On Monday April 1st, English, Art, and Science students stepped back in time to the age of the printing press. At this semester’s Poetic Table students and faculty came together to write and print their own poetry via letterpress.

Students produced haikus based on the Periodic Table and then spelled out each line with metal type. This exercise not only gave the students an appreciation for the time and effort it takes to produce text in this way, but began to teach the science and art behind the discipline.

Upon arrival in MAC S268 students were given the chance to write a haiku based on one of the elements of the periodic table. A haiku is a short poem consisting of a five-syllable line followed by a seven-syllable line and another five-syllable line. Each line is written in common vernacular and works to describe a natural event in a realistic way. After the poems were written we were placed into groups and set to work spelling out each line, letter by letter, in a frame. After we completed the poems in the frame we had to test out whether or not we spelled everything correctly. For most of us that was not the case. Usually it was a problem of two letters that look very similar. A confusion between an “n” and a “u” or a mistaken “d” for a “b”. But once everything was spell-checked we handed in our finished product and it was placed on a larger printer with the other poems.

The printing process was no less tedious, but very fun. Each student got to print out two copies of the poem sheet. We each did a small dance of stepping on pedals, inserting paper, walking the roller over the press, removing the paper, and beginning again. But the complexity and anxiety of “am I going to be the one to accidentally break this machine” proved worth it. In the end everyone in the room got to walk out with two copies of the room’s poems and new knowledge of the complex, hard work that publishers had to do in order to print even the simplest of text.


◆ Work required: What lines in this listing contain the string "ffffff"? Report each one by copying it.

◆ Extracted entries:
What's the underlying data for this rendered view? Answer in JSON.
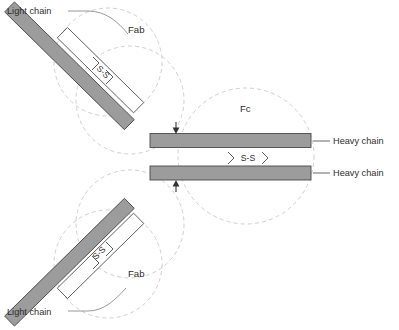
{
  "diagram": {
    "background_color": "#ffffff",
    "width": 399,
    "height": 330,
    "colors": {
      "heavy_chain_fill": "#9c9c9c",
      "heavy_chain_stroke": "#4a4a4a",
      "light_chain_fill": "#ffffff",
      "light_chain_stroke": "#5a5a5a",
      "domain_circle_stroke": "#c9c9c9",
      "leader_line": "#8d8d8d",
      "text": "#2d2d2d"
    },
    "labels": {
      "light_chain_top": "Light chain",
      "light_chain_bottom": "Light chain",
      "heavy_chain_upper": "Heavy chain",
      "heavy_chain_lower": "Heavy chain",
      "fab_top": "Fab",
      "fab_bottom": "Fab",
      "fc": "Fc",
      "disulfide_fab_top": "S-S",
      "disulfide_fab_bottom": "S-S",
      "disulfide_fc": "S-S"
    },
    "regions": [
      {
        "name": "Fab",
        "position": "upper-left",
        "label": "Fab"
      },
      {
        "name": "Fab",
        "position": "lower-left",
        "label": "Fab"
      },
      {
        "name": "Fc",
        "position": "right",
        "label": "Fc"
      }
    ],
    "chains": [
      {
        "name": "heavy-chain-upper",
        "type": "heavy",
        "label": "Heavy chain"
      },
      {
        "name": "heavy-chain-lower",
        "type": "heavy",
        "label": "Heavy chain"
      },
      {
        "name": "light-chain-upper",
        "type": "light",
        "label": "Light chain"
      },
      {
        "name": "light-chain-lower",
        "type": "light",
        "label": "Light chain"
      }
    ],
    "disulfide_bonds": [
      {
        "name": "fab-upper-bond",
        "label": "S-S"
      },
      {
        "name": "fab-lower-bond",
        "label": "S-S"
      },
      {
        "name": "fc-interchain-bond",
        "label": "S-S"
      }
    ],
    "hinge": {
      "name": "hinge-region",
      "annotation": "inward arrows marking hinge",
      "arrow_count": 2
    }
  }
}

◆ Answer section:
    "background_color": "#ffffff",
      "light_chain_fill": "#ffffff",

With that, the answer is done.